“Belonging to another isn’t something that can be compartmentalised for certain times or certain people. Holiness is a radical, all-in call to submit our lives daily to God. It’s the call to live for our Possessor’s glory, not our own. To be holy means to surrender our lives to God and grant him free access into every corner.”
We get the word sanctify by glueing two little Latin words together: sanctus (which means holy) and fiacre (which means to make). Therefore, to be sanctified is to be made holy and sanctification is the gradual ‘holy-fying’ that takes place in a believer’s life from the very first moments of regeneration. The Westminster Shorter Catechism calls it ‘the work of God’s free grace, whereby we are renewed in the whole man after the image of God, and are enabled more and more to die unto sin, and live unto righteousness’. You and I might call it ‘holistic upcycling’, as dark habits are broken, sinful patterns are corrected, and lives are remade to the image of Christ by the power of God’s Spirit.
However, sanctification is much bigger than simply becoming more like Jesus. As glorious as that is, sanctification is God’s planned cosmic restoration happening before our very eyes. Ever since Adam rebelled, the world and its people were plunged into ruin. Throughout the Bible story, our God promises a renewed earth, decisively rid of grief and death. This hope is made certain through Christ’s death and resurrection and will be seen when Christ returns to reign. In the meantime, however, we glimpse his new creation in the church. Have you known a brother live more peaceably or behave more gently or kindly? Behold what God is doing! He’s making all things new (Rev. 21:5).
Belonging, not just behaving
But if sanctification is about becoming holier, what does ‘holy’ mean?
We might be surprised by the answer. Our instinct says that holiness has to do with purity and morality; holiness is about right behaviour. But that’s only half the story. Holiness is about behaviour, but it’s firstly about belonging.

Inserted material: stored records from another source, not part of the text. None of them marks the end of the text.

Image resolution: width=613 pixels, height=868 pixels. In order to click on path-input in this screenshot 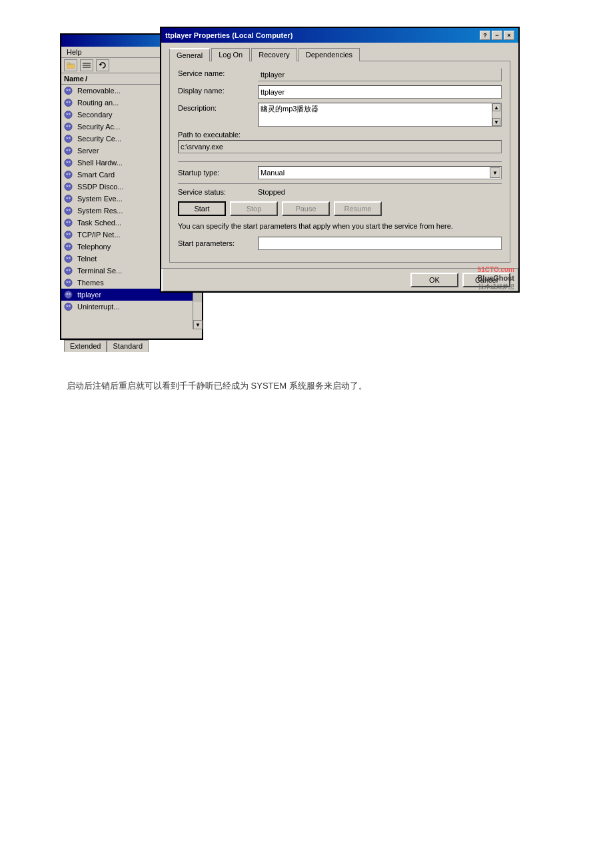, I will do `click(340, 147)`.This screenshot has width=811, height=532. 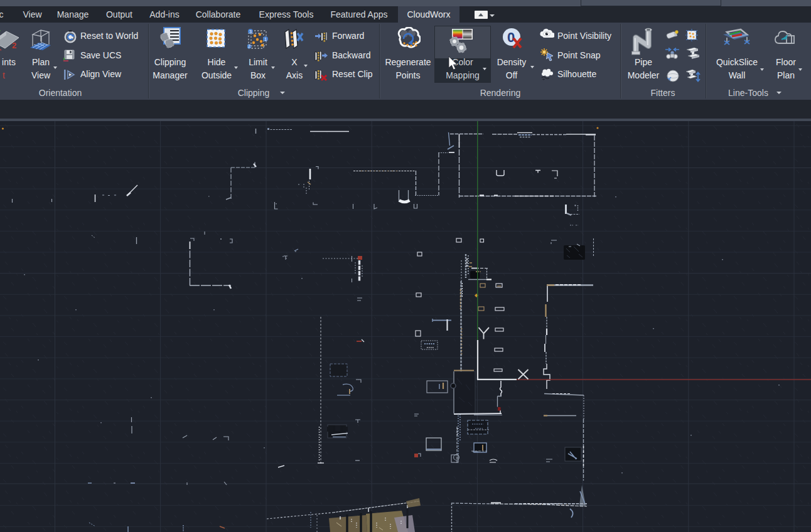 I want to click on svg-text: 0, so click(x=511, y=38).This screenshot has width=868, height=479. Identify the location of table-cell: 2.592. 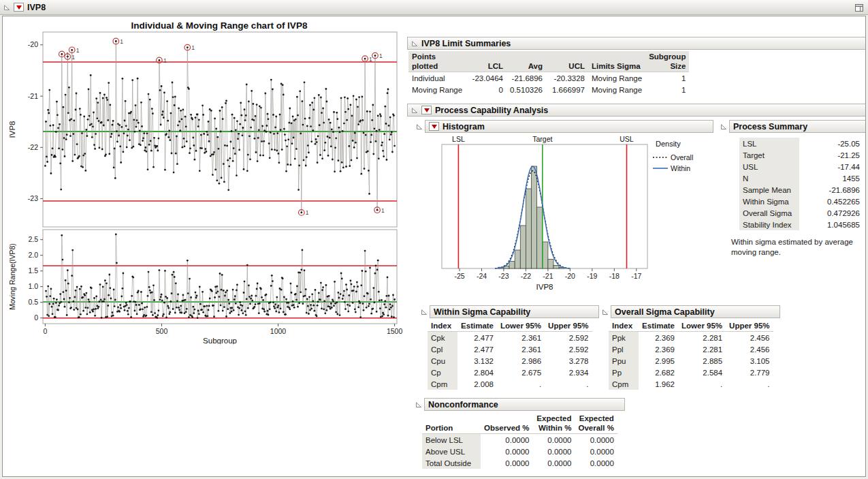
(568, 349).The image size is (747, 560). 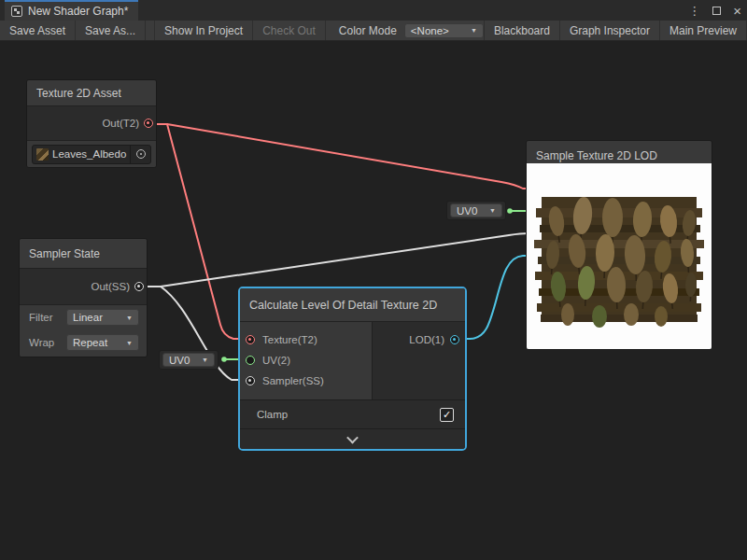 What do you see at coordinates (141, 154) in the screenshot?
I see `object-picker-icon` at bounding box center [141, 154].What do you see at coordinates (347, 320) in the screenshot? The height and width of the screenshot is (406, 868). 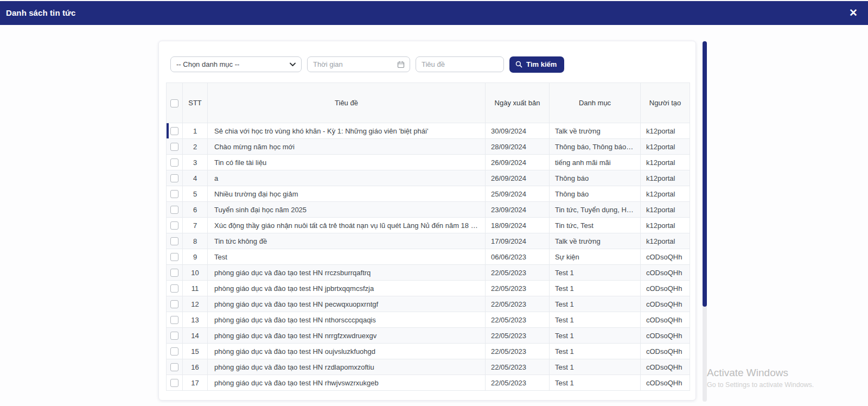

In his first letter, Peter uses the word ‘holy’ a lot. It’s a dominant theme throughout the book, as he seeks to comfort a suffering church and call them to live distinctly amid an unbelieving world. In chapter 1 verse 15 he bids them, ‘Be holy, as he who called [them] is holy,’ then, to drive his request home he quotes from Leviticus, another book in which the theme of holiness runs throughout.
The term ‘holy’ is used in a surprising way in Leviticus. Almost everything is holy in Leviticus: people, tables, tents, breads… Bread!? That should set off alarm bells if we think holiness is simply a matter of right behaviour. How can a piece of bread behave properly?
In the Hebrew language, ‘holy’ literally means ‘set apart’; that is, to exist for God’s use alone. Our instinct is wrong. Holiness is more than behaving: it’s belonging to God. To be holy is to realise that we are a people for God’s own possession (1 Pet. 2:9). We no longer belong to ourselves. We are his.
Subscribe to Free “Top 10 Stories” Email
Get the top 10 stories from The Aquila Report in your inbox every Tuesday morning.